In his pocket was the secret thumb drive, hidden in the little basketball. The key to the money.

‘Why are you going to Paris, Luke?’ Mouser sipped coffee from a cup that sat on his fold-out tray. ‘I guess you need a vacation after all your adventures.’

Luke gave no answer. He had to get away. The pilot announced that they’d be landing in twenty minutes.

‘Do tell me. Because if I alert the attendants to the fact you happen to be traveling on a false passport – mine is legit, by the way – this was a giant risk for you. What would be worth such a risk, I wonder. I can only think that it’s the money. Eric wanted to go to Paris, too. You’re following that dog’s trail.’

I have to incapacitate him, Luke thought. Fight him here and get away without getting caught.

‘You give me the money,’ Mouser said, ‘and you walk. Our battle is over.’

‘I won’t, on either count.’

‘I don’t blame you for New York. I blame Snow. She rushed where she shouldn’t have.’ His gaze was steady on Luke’s face.

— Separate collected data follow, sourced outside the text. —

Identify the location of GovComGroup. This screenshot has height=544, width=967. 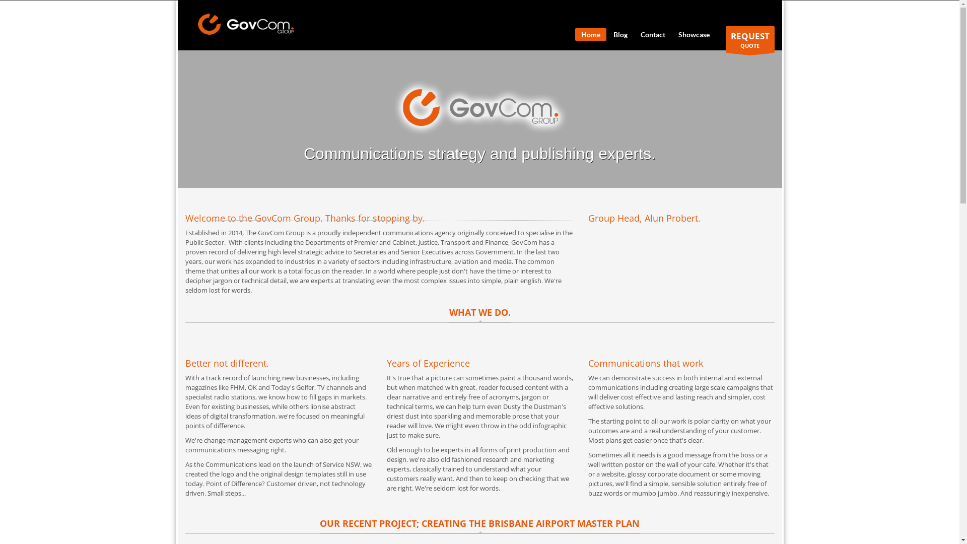
(245, 24).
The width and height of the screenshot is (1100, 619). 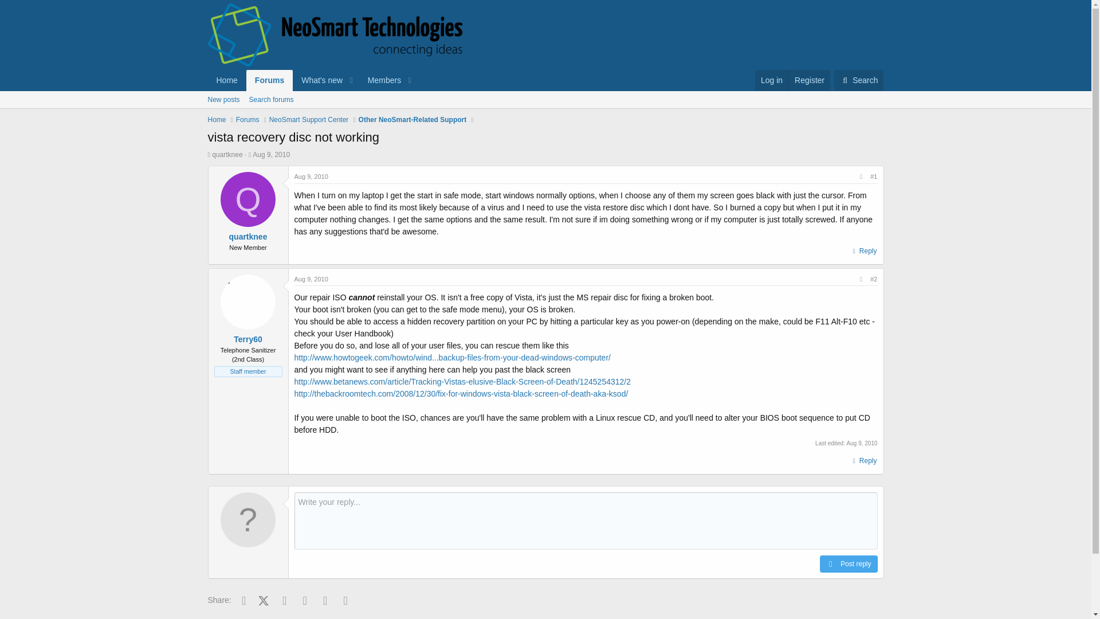 What do you see at coordinates (271, 100) in the screenshot?
I see `Search forums` at bounding box center [271, 100].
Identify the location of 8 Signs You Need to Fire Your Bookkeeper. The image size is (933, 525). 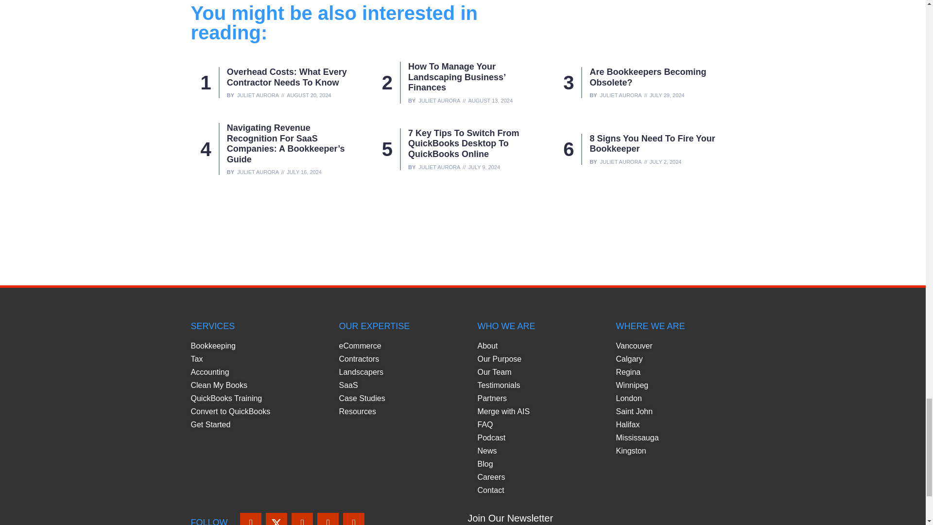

‘But I do blame you for Drummond. And-’ He stopped.

‘And what?’ Mouser hissed.

‘Did you ever…’ He waited as the flight attendant walked past. ‘Did you sabotage a private plane? Heading from DC to North Carolina? Ten years ago?’

The silence hung between him, Luke staring at him. The twitchy smile stayed on Mouser’s face.

‘No. I don’t know anything about planes or their systems.’

Luke watched him. He didn’t believe him. Terrorist psychology showed extremists did not like to admit a shortcoming in knowledge. It was a consistent thread. They were know-it-alls. A simple no would have sufficed. Luke had said nothing about the systems of the plane being involved. His tongue felt locked to the top of his mouth.

If Mouser was curious about the North Carolina question, he didn’t ask. ‘I’ve answered your question, you answer mine. Where is the money?’

He told his first lie: ‘Eric hid the money in a bunch of accounts.’

‘Give me the account numbers.’

Luke tapped his temple.

‘I don’t believe you memorized a bunch of bank account numbers. They’re long.’